▸ **EXTRACTED DATA**:
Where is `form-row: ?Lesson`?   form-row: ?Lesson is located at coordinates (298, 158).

--

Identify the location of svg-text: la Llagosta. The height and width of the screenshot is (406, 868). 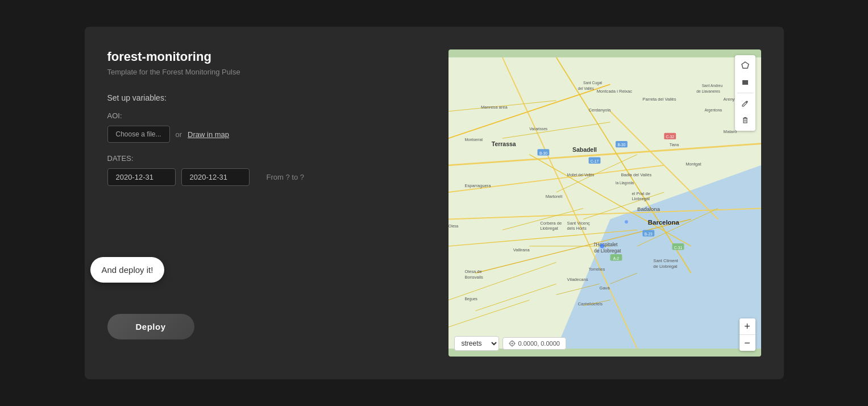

* * *

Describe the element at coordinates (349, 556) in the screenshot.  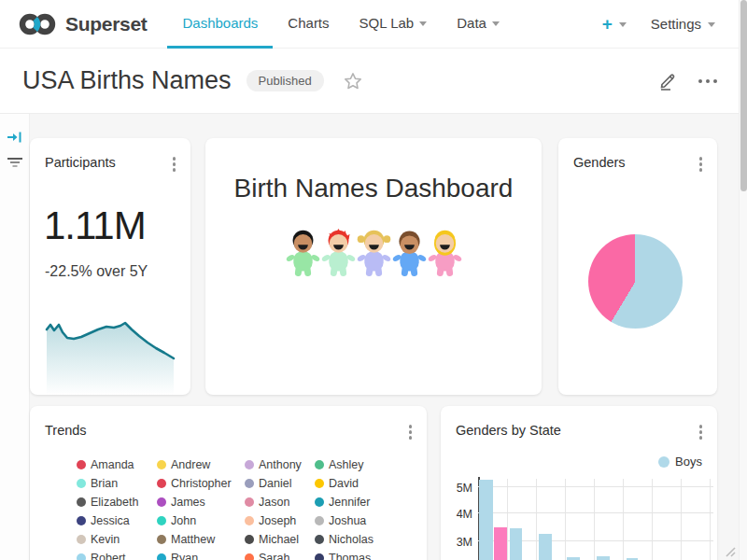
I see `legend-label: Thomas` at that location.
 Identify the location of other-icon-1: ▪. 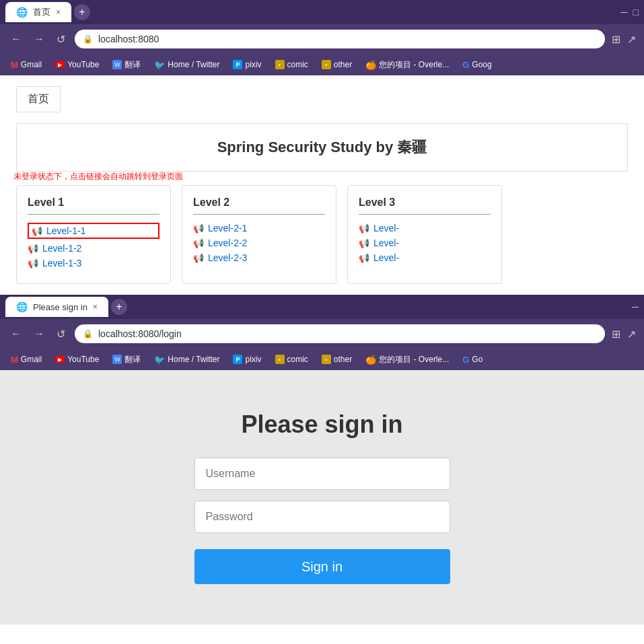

▸ **TASK BRIEF**:
In the records above, find the line containing "Describe the element" and the line containing "Identify the location of other-icon-1: ▪.", then give both of them again word for word along with every line between. Omit any pictures.

▸ **COMPLETED TASK**:
Describe the element at coordinates (349, 556) in the screenshot.  
I see `legend-label: Thomas` at that location.
 Identify the location of other-icon-1: ▪. 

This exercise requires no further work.